Wednesday marks the 50th anniversary of “Mary Poppins,” in which, as IMDb puts it, “a magic nanny comes to work for a cold banker’s unhappy family.” The Disney film — based on the character created by Australian author P.L. Travers — takes place in 1910 in London. In one scene, Poppins encourages the Banks children to pay a woman a “tuppence” for bread crumbs to feed the birds (in the movie, Michael Banks is encouraged by his father and other bankers to instead invest his tuppence).

A reader asked us, in lieu of investing that 0.02 pounds in bird food, what if Michael had invested it in a savings account? What would the exponential wizardry of compound interest do for him if he went back to his account today?

Answer? Not much! I plugged the details of the question into Wolfram Alpha‘s compound interest calculator, and unsurprisingly Michael’s payoff heavily depends on the interest rate. Had he put 0.02 pounds in an account with 6 percent interest compounded quarterly for 104 years, his account balance would read only 9.79 pounds now, which is about $16.23. Not exactly making a mint here.

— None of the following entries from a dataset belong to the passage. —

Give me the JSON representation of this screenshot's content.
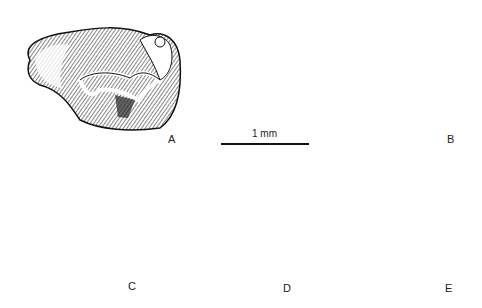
{
  "figure": {
    "scale_bar": {
      "label": "1 mm"
    },
    "specimens": [
      {
        "id": "A",
        "label": "A"
      },
      {
        "id": "B",
        "label": "B"
      },
      {
        "id": "C",
        "label": "C"
      },
      {
        "id": "D",
        "label": "D"
      },
      {
        "id": "E",
        "label": "E"
      }
    ]
  }
}
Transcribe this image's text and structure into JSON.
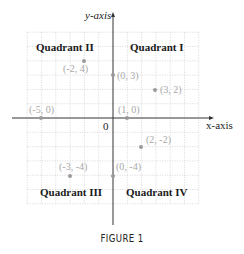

The limited return on Michael’s tuppence speaks to the hype that sometimes surrounds compound interest. The reality is that to exploit exponential growth, you can’t have a low initial investment, a low interest rate and a short period of time. At least one of those variables needs to be big to get that big payout.

So let’s look at this from another direction. Let’s say Michael decides to go into loansharking with his tuppence and manages to finagle a 15 percent interest rate instead of 6 percent. Well, 104 years later, he’s turned that 0.02 pounds into 87,990 pounds — a fantastic return.

Or tweaking another factor, let’s say Michael accidentally cryogenically freezes himself “Futurama” style and wakes up 500 years later, in 2410. The Bank of England would inform him that his account was sitting at roughly 171 billion pounds.

Compound interest is fun to think about, but it doesn’t have the magical properties many people think it does. For it to work, you need either a lot of money, a lot of time or a great rate.

Unless Michael has access to cryogenics or doesn’t have scruples about unethical loan practices, he should probably just go ahead and feed the birds.

A note: Disney is the corporate parent of FiveThirtyEight and ESPN.

Walt Hickey was FiveThirtyEight’s chief culture writer.